Two weeks later, he asked for Alexander to visit him. By this time, Bell had regained some sensation in his legs.
“I went in there and said, ‘Man, what’s up? Get up!’” Alexander recalled, asking if Bell could feel and move his legs. “He said, ‘Yeah, I can.’ I said, ‘That means you’re about to be walking soon. Forget what the doctors told you. How bad do you want it?’”
Alexander said he knows exactly how Bell felt. He was given the same grim news after a car crash in October 2006.
“That’s why I do what I do,” the former Erwin High football standout said. “The doctor comes in the room and tells you, ‘You’ll never do this’ or ‘You’ll never do that.’ I know how it feels to be depressed and suicidal and down because they gave up on you just like that.
“I told myself once I got myself well and got myself free and got my life back to a place of happiness, I would remember those dark times and I would use those dark times to inspire the world.”

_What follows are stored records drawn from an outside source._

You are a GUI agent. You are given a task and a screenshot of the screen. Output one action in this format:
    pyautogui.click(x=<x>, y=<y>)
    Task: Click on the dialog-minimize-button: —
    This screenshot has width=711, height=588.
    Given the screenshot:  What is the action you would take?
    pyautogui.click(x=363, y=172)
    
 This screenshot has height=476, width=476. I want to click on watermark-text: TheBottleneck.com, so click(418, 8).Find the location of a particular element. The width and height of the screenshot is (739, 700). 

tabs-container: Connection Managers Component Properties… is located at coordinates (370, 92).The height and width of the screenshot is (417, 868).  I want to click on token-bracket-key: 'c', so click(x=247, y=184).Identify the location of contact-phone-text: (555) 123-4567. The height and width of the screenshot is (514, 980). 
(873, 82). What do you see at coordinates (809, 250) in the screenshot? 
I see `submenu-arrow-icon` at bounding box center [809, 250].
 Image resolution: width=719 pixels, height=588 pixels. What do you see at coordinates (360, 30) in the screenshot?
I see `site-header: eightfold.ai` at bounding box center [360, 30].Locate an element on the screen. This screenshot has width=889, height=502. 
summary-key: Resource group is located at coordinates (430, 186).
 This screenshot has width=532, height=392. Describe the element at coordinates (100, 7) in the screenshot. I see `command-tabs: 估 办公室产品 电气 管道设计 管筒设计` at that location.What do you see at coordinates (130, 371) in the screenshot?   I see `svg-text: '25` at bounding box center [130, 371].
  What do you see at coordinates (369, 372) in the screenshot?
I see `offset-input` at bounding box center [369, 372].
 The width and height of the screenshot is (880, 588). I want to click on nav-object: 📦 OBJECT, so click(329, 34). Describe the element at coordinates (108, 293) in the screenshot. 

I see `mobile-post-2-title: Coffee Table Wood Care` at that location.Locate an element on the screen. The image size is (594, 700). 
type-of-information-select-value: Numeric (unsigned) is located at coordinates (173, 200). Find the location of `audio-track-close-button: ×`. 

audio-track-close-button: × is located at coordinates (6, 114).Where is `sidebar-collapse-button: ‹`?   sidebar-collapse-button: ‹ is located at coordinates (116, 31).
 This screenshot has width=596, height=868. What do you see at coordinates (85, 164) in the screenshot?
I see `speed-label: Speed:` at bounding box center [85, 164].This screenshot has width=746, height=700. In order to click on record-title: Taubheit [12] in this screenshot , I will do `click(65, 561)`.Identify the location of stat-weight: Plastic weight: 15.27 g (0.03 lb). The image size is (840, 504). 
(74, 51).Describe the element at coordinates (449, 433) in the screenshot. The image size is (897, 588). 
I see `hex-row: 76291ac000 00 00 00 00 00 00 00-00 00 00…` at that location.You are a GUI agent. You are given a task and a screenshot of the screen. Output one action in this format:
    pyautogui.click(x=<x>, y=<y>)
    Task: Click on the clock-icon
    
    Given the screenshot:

He certainly inspired Bell, now a UAB junior taking summer classes at Lawson State Community College. The former baseball player had planned to study physical therapy; now he has a major in communications and a minor in business.
The Park Crossing product decided to tell his story, and the 2018 Park Crossing graduation was where he would step out. He contacted the faculty for the opportunity to speak, and later invited his mother and grandfather to be there, but he didn’t tell them why.
“I cannot believe that Montaeus did that,” said Andrea Bell, who only realized her son’s role when he took a seat on the platform. Once he sat, he sent her a text: “Record this.”
“I was in tears,” she recalled. “I knew that he struggled within with some things but he didn’t want me to worry. Some of the stuff I knew, but he’s a closed book, kind of private.”
The wheelchair Bell feared might define the rest of his life has been donated to Children’s of Alabama hospital. That’s only one connection to Children’s, where he mentors patients who have injuries similar to his own.
Said Bell, “That’s what I see myself doing. Not to take the light away from the graduating class, but that was also my graduation, to go out and speak in front of all those people.”
Alexander couldn’t have been happier to see the man he mentors step across the stage to inspire the graduates.
“I feel great,” said Alexander, an inspirational speaker and the director of character and education for UAB Football. “I’m walking through people in this world who are using my words that I tell them. They’re taking action through the words that I gave them. That means the world to me.”
Alexander got married about a month ago to the former Kayla Marie Bryant. He didn’t walk down the aisle, but he did provide another inspiring moment.
“I was able to stand up for the first time ever (since his accident) for about 15 to 20 minutes,” he said. “I didn’t walk down the aisle, but I surprised my wife when I stood up for our ceremony.
“She cried,” Alexander recalled. “She was in shock.”